The Atlanta Journal-Constitution

Schools push for autonomy on alcohol ban

- Staff reports — SEC COUNTRY

Alabama Athletic Director Greg Byrne discussed the possibilit­y of the SEC lifting its stadium-wide alcohol ban on WJOX in Birmingham last week.

He didn’t voice total support of the lifting the ban, but he did say “some schools” would like to handle it on their own rather than have it be an SEC mandate.

“I know there are some schools pushing for basically the autonomy for you as a university to decide what you want to do rather than have it be what you do collective­ly as a league,” Byrne said. “Right now, it’s a league practice. You can allow alcohol in some of your premium areas but that’s about it. But I know there are some institutio­ns that would like to say, ‘Hey, let it be our decision for what we do.’ ”

There is precedent for this. The Big 12 allows its individual institutio­ns to make their own decisions regarding alcohol in stadiums, and some schools recently have taken advantage of that freedom. West Virginia, for instance, has seen a decrease in stadium incidents since it began allowing alcohol sales in 2011.

“When I got there as athletic director in 2010, one of the things I heard most frequently was that we had a real problem with tailgating,” then-West Virginia AD Oliver Luck told the Philadelph­ia Enquirer in 2017. “You could leave at halftime, go out to your tailgate, chug a bottle of vodka and come back in.

“Now they’re finding that by selling beer in a controlled environmen­t and not allowing people to come in and out, it’s cutting down on those incidents.”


* ASSIGNMENT
The result should be a faithful copy of every entry below, with the pictures left out.

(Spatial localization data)
________

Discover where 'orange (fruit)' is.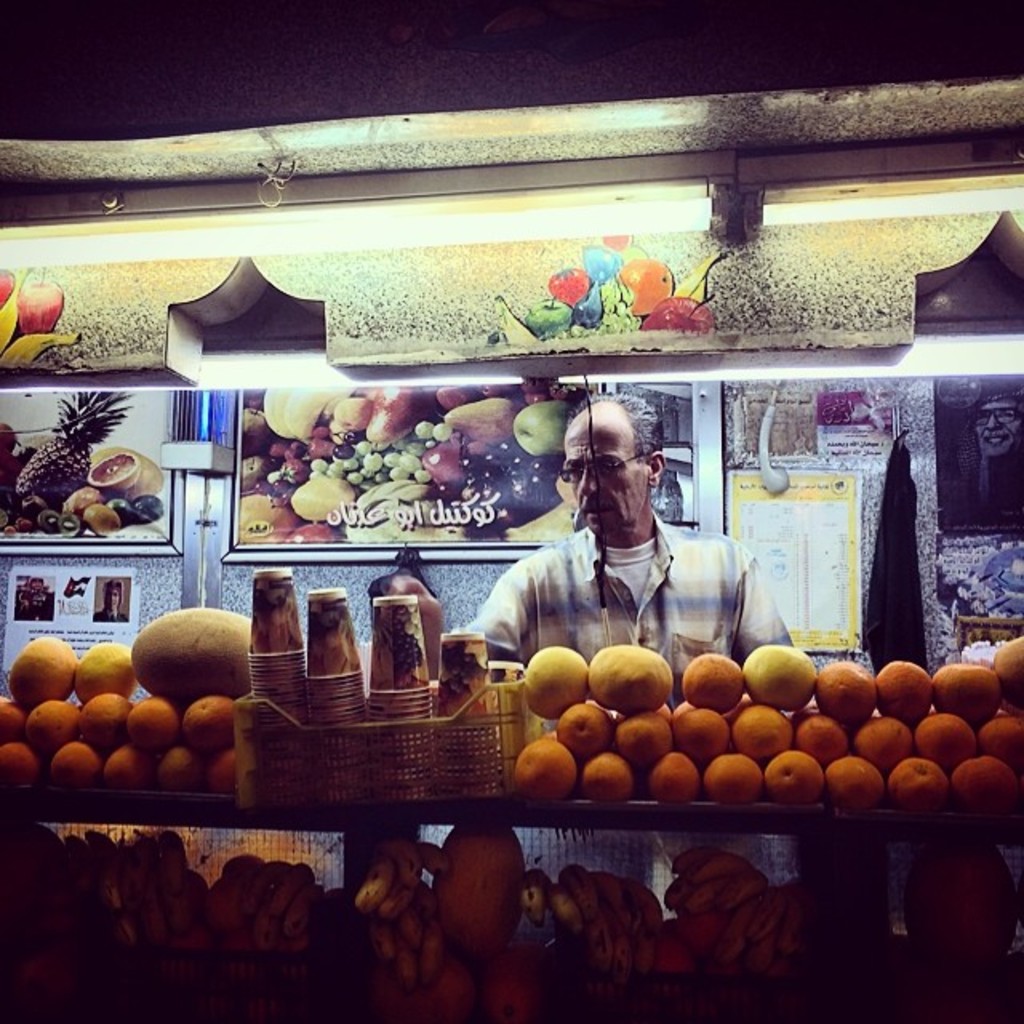
Discovered at x1=184, y1=688, x2=229, y2=750.
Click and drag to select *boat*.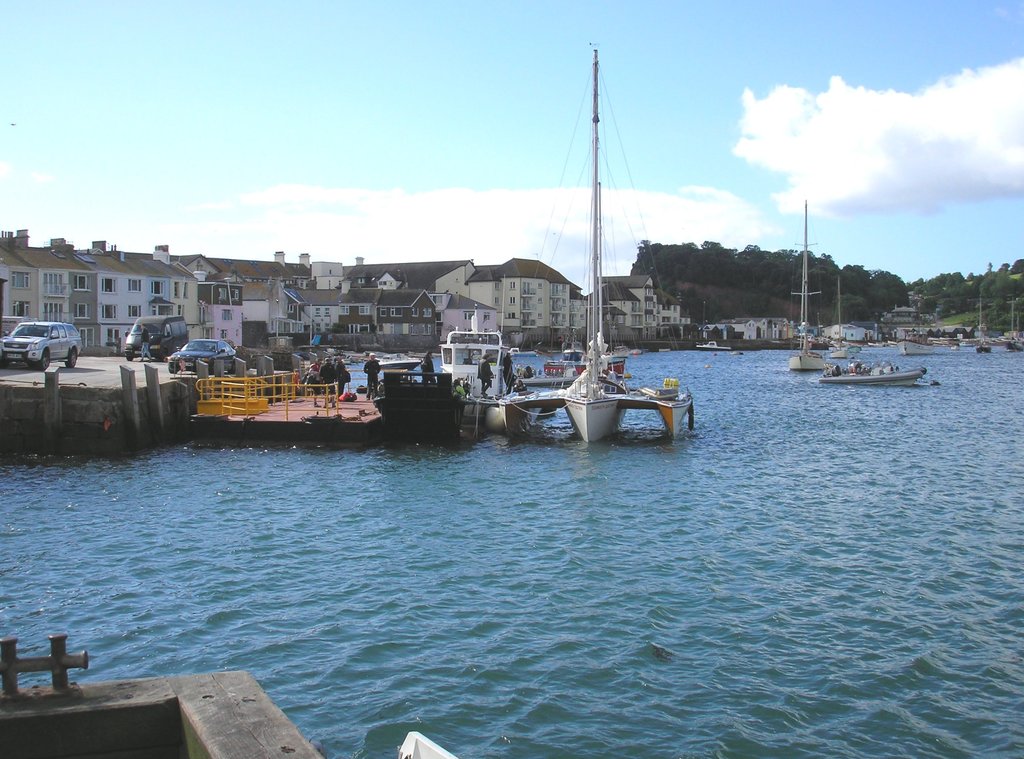
Selection: bbox=[378, 354, 416, 369].
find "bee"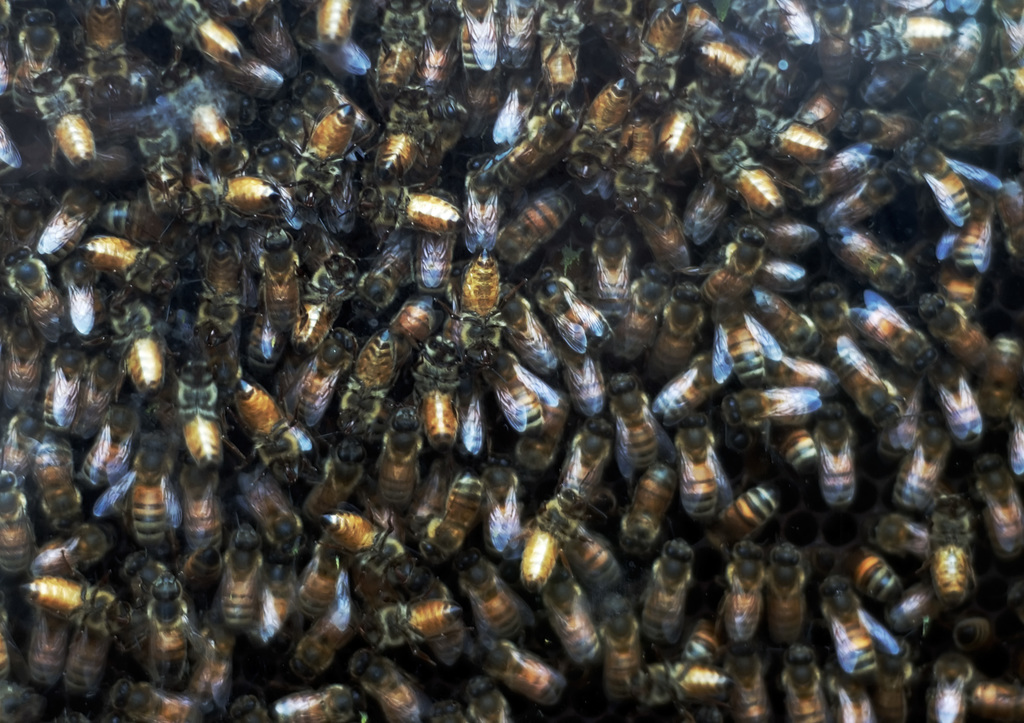
box=[840, 11, 965, 73]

________

* TASK ANSWER
Discover where 'orange (fruit)' is.
Discovered at x1=184, y1=688, x2=229, y2=750.
Click and drag to select *boat*.
Selection: bbox=[378, 354, 416, 369].
find "bee"
box=[840, 11, 965, 73]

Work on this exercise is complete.